Low water, smoke, the sun a copper disk through what look to be clear skies high above. I will climb up there later today. An elderly woman, a lifelong adventurer from Germany and Calgary, is on our flying schedule today, to be met in Lutsel K’e and dropped off with her gear about 200 miles northeast on the tundra, for a two-week solo sojourn on the lower Hanbury.

Two nights ago a pair of women, canoeing, both from Smithers British Columbia and both of them mothers of adult children grown and fledged, marked our first drop-ins of drop-in season. They intend to be out for no less than 10 more weeks, final destination the Arctic Ocean via the Hood River or the Coppermine. (Still deciding which, and no rush to do so just yet.) Starting point Yellowknife. Inspiring, pleasant people, as almost all self-propelled passers-by here have been over the years. Last night Kristen came with me and we flew in the Husky to drop off a re-supply cache of their food and supplies up on the far side of Pike’s Portage.    
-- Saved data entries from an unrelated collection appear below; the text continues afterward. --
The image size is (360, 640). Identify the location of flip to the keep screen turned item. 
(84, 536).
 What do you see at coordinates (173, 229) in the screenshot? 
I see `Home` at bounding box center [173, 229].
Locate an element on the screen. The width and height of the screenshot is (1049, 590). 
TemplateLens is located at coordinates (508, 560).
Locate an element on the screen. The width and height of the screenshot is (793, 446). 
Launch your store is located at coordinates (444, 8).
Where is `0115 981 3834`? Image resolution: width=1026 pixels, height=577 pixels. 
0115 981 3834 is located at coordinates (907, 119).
Family stirring, work to do. Even more mosquitoes now. Ferocious bloodthirsty youngsters, just hatched, and it’ll be “Sally-bar-the-door” (I have always loved that expression – Kentucky? Daniel Boone?) for a month or so now.
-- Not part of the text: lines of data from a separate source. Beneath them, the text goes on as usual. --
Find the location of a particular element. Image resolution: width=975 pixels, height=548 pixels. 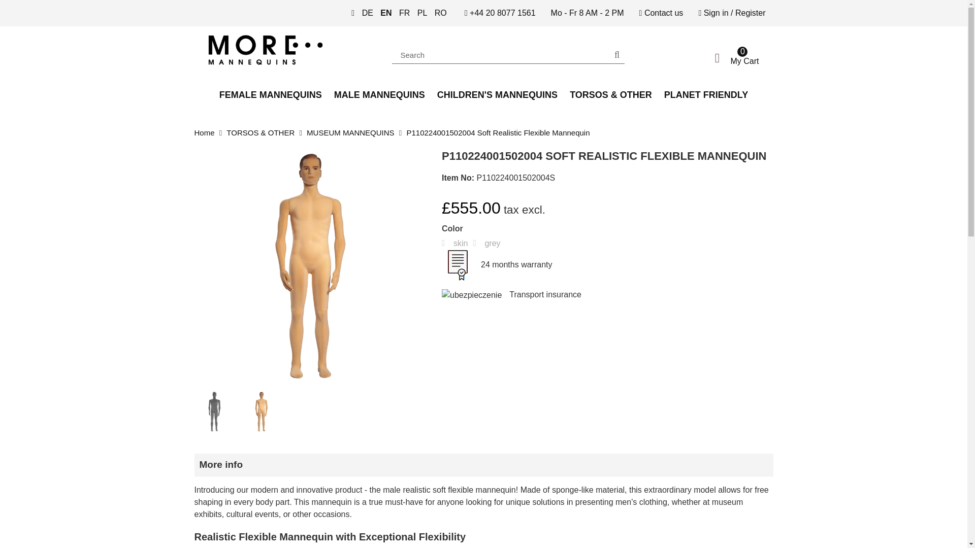

Home Page is located at coordinates (285, 50).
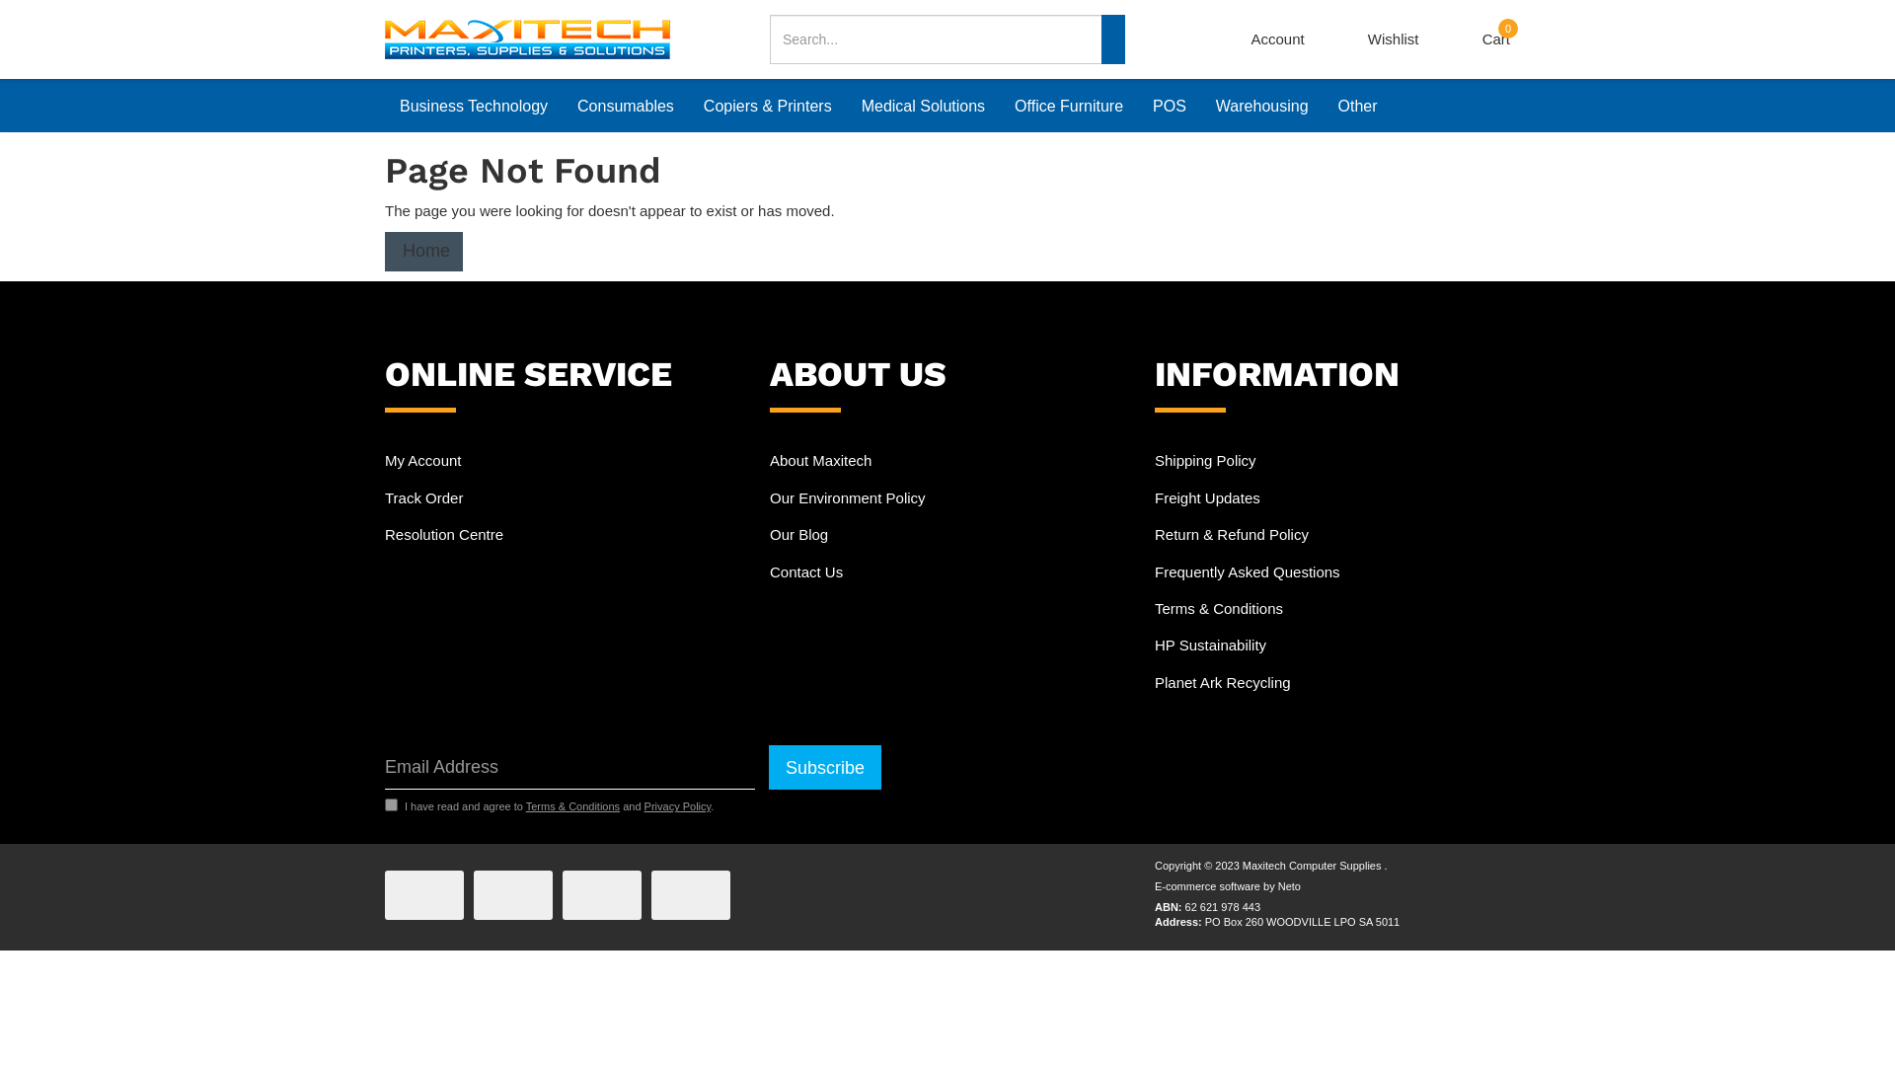  What do you see at coordinates (563, 535) in the screenshot?
I see `Resolution Centre` at bounding box center [563, 535].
A rambling missive from the quiet shoreline of McLeod Bay. Best I can do this June morning.   Happy Solstice all.

Henry David Thoreau, from Visitors, Chapter 6 of Walden:

                “I could not but notice some of the peculiarities of my visitors. Girls and boys and young women generally seemed glad to be in the woods. They looked in the pond and at the flowers, and improved their time. Men of business, even farmers, thought only of solitude and employment, and of the great distance at which I dwelt from something or other; and though they said that they loved a ramble in the woods occasionally, it was obvious that they did not… young men who had ceased to be young and had concluded that it was safest to follow the beaten track of the professions, — all these generally said that it was not possible to do so much good in my position. Ay! There was the rub. The old and infirm and the timid, of whatever age or sex, thought most of sickness, and sudden accident and death; to them life seemed full of danger, — what danger is there if you don’t think of any? – and they thought that a prudent man would carefully select the safest position, where Dr. B. might be on hand at a moment’s warning. To them the village was literally a com-munity, a league for mutual defence, and you would suppose that they would not go a-huckleberrying without a medicine chest. The amount of it is, if a man is alive, there is always danger that he may die, though the danger must be allowed to be less in proportion as he is dead-and-alive to begin with. A man sits as many risks as he runs.”